Overview of Dynamic Topic Modeling in the European Parliament
The paper "Exploring the Political Agenda of the European Parliament Using a Dynamic Topic Modeling Approach" presents a sophisticated analysis of the evolving political agenda within the European Parliament (EP) plenary sessions. The authors employ a two-layer Non-negative Matrix Factorization (NMF) method to perform dynamic topic modeling on a dataset comprising all English-language legislative speeches from 1999 to 2014. This approach enables the identification of latent themes and topic evolution in MEP speeches, showcasing the adaptability of parliamentary discourse in response to both internal dynamics and external events.
Methodological Contributions
The primary methodological contribution of this paper is the development and application of a dynamic topic modeling strategy utilizing NMF. This approach is notable for its capacity to detect nuanced topics and specialized vocabularies that existing models, such as LDA, may miss. The NMF method is applied in two layers: the first layer generates window topic models from sequential time slices, while the second layer combines these to produce dynamic topics spanning multiple time periods.
The process involves transforming speech data into a document-term matrix followed by NMF decomposition to discern topics. A key aspect is the use of TC-W2V coherence measures for parameter selection, ensuring the semantic validity of detected topics. This method excels in pinpointing specific undercurrents in political speeches, substantiating its advantage in analyzing technocratic discussions frequently encountered in EU politics.
Substantive Insights
Analyzing roughly 210,247 speeches, the paper reveals significant variance in the EP political agenda over the examined period. The researchers highlight how the plenary sessions reflect broader EU policy concerns as well as reactive adjustments to external stimuli, such as referenda outcomes and economic events.
The paper details the dynamic response of EP agenda to exogenous shocks such as the Euro-crisis and Treaty referenda, demonstrating the punctuated equilibrium theory of political attention. These instances delineate an EP agenda that fluctuates in response to pressing issues, thus exposing underlying drivers of MEP speech-making behaviors influenced by voting patterns and committee roles.
Implications and Speculation
The findings have practical implications for understanding the mechanisms of political discourse in EP sessions and can inform future enhancements in tracking political attention. The NMF results suggest that EP agendas encapsulate both broad procedural topics and specific policy debates, a duality that can guide more targeted political science inquiries.
Speculatively, advancements in AI methods like NMF highlight the potential for integrating richer metadata and external datasets in dynamic linguistic analysis. The approach could be expanded to encompass other multilingual or multi-institutional datasets, providing an even more comprehensive depiction of political agendas.
Future Directions
The paper suggests avenues for future research into connecting detected political attention patterns with legislative outcomes, thereby elucidating the influence MEPs exert over policy decisions. Moreover, applying this two-layer NMF approach beyond the European context, including in non-parliamentary domains such as media analysis, could offer fresh perspectives on agenda-setting.
Overall, the paper contributes a nuanced understanding of parliamentary discourse and advances methodological approaches to political text analysis, promising further developments in computational political science.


● Task to carry out
Copy out each line of the material in which the word "States" can be found.

===== Given information =====

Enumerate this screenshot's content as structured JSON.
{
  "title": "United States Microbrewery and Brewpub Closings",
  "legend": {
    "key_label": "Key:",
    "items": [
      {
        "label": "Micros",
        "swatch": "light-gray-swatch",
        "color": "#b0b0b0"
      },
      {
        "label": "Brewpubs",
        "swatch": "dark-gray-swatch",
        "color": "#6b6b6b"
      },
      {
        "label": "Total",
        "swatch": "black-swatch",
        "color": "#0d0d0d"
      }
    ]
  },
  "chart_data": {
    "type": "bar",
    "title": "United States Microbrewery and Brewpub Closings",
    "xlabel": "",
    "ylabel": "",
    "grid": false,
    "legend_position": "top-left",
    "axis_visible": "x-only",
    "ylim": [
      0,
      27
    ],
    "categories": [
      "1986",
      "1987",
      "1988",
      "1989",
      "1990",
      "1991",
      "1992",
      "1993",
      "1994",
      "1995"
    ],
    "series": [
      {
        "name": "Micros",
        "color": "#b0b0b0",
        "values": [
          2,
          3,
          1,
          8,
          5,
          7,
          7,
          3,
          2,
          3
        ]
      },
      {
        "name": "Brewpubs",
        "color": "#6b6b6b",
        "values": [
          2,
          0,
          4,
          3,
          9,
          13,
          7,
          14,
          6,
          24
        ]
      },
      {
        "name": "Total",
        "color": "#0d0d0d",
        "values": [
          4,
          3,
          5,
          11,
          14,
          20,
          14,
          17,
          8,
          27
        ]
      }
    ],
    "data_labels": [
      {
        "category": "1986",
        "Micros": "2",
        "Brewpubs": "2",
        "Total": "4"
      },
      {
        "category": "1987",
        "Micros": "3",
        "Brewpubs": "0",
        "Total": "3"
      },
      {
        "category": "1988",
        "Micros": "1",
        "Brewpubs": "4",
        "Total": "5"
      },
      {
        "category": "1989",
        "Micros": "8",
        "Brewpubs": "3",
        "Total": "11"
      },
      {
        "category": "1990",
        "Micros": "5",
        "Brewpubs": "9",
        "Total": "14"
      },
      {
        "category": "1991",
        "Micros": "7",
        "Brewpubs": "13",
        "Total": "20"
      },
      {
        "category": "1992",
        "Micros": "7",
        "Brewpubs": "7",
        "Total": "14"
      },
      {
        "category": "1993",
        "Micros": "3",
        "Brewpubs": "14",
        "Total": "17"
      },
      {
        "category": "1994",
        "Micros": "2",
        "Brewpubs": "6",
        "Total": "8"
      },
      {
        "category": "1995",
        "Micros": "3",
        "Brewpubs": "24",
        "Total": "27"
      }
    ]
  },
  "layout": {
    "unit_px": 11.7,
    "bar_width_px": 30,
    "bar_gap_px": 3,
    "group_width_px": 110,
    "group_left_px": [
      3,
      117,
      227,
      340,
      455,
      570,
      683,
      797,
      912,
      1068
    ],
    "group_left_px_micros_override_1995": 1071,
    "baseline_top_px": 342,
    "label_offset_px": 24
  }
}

=====

● Problem solution
  "title": "United States Microbrewery and Brewpub Closings",
    "title": "United States Microbrewery and Brewpub Closings",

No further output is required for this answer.